One person was killed and another was in custody after a shooting at Purdue University on Tuesday, officials said.
University police chief John Cox said the gunman walked into a room at the school's electrical engineering department "with the intention of harming someone," then walked out after the shooting and gave himself up to a West Lafayette, Ind., police officer.
Cox and Purdue Provost Timothy Sands confirmed the fatality at a news conference hours after the incident led to an alert that shut down the campus. The alert was lifted about two hours after the shooting.
Cox told reporters that the suspect appeared to have targeted the victim.
The university did not identify the suspect or the victim.
“We need to let the investigators do their job so we can make sure everything is done right,” Cox said.
“Today’s shooting at Purdue University is a tragedy, and our heartfelt condolences go out to the family of the victim and to everyone in the Purdue community,” Gov. Mike Pence said in a statement. “I commend the professionalism of the Purdue University Police Department in apprehending the suspect and bringing the situation to a swift conclusion. The Indiana State Police are on the scene and will continue to assist local law enforcement with the ongoing investigation.”
The incident began about noon local time with reports of shots being fired at the Electrical Engineering Building on the northeast side of campus in West Lafayette, about 60 miles northwest of Indianapolis.
The university posted an alert on its website urging students, faculty and staff to take shelter in place.
By 1:15 p.m., the school had canceled the alert, assuring the community that the area was secure. The engineering building remained on lockdown, but the rest of the 40,000-student campus reopened, the school said.
Kirk Choquette, a 20-year-old sophomore, said he was walking from the bathroom to his class on the first floor of the engineering building when he heard gunshots.
“Initially I didn’t think they were gunshots,” he told the Los Angeles Times. “I thought someone was just banging on the wall on the wall ... then I heard cops yell, ‘Get down.’”

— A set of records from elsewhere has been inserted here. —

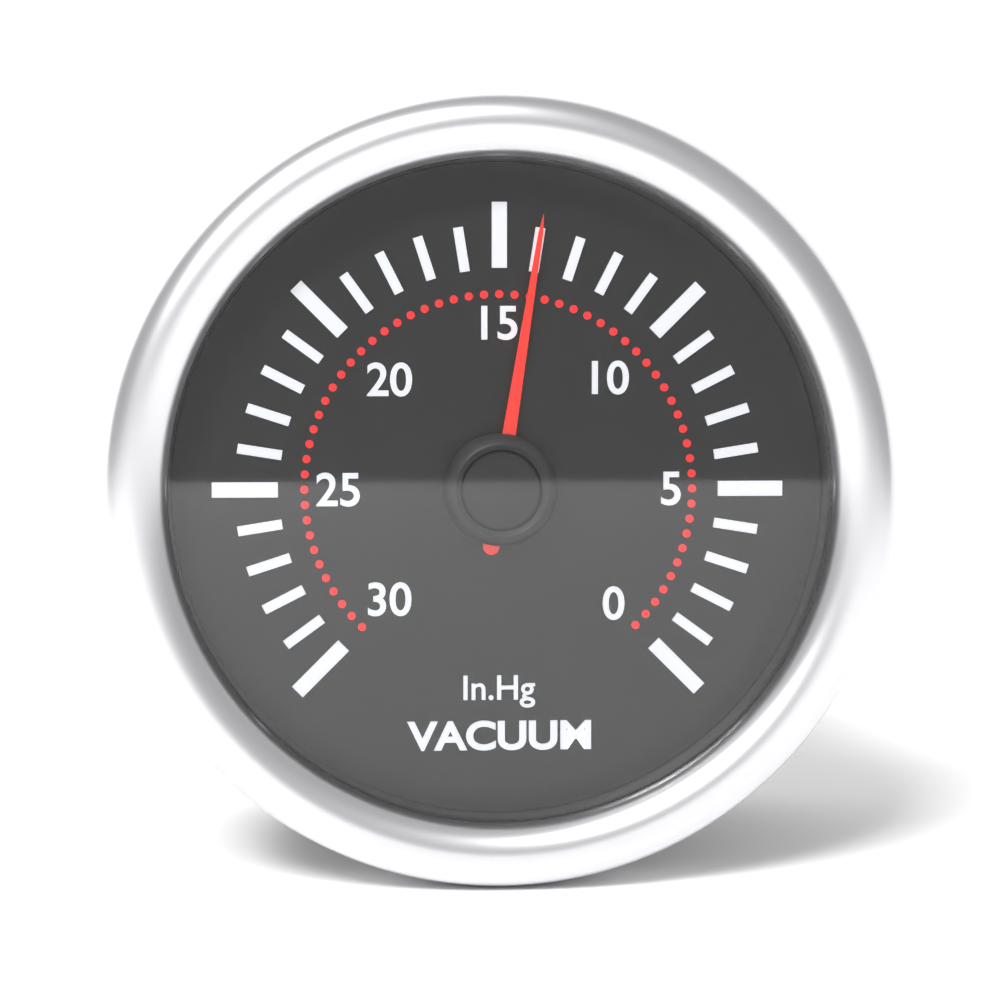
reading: 14 inHg
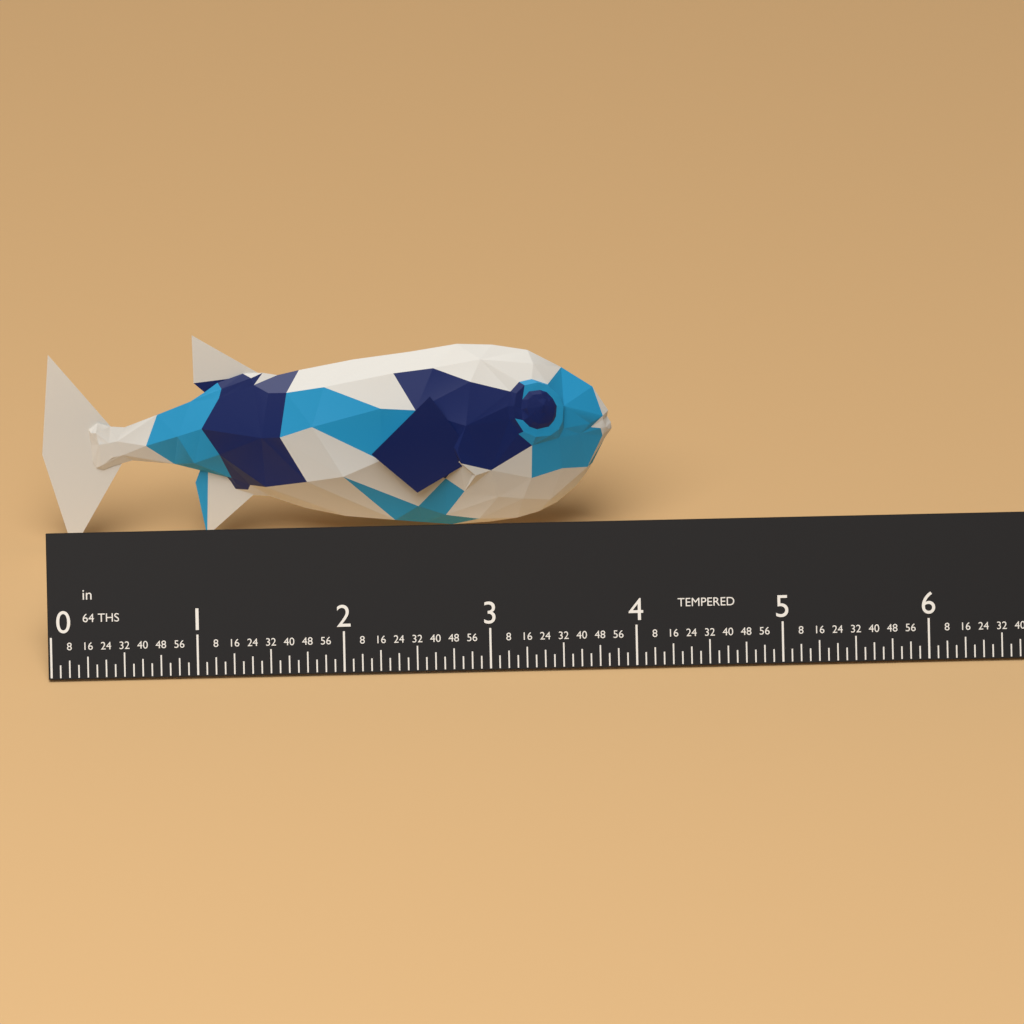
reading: 3.9375 in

Shortly after he got to his class, he said, police evacuated students in the building.
“I was in disbelief that a shooting would happen, especially near me,” he said.
While standing outside, Choquette said, he and a friend saw a person leave the building with what appeared to be blood on his hands.
Felicia Leibering, 18, said she was sitting in her economics class in the engineering building when she and her classmates heard yelling from the hallway.
“Our teacher was like ‘what’s going on up there?’ and people sort of giggled,” she told The Times.
She said the professor asked students to look into the hallway and that minutes later police officers entered the large lecture hall and told everyone to evacuate the building.
“We didn’t hear any gunshots, just kind of muffled yelling outside the room,” she said. “There were cops everywhere, standing there as we evacuated the building and along the road outside.”
Leibering said it wasn't until she was walking to a different building, where her next class was located, that she received a text message from the university notifying students of the shooting.
“I was in shock,” she said. “I started picking up the pace to get to the building I was going to.”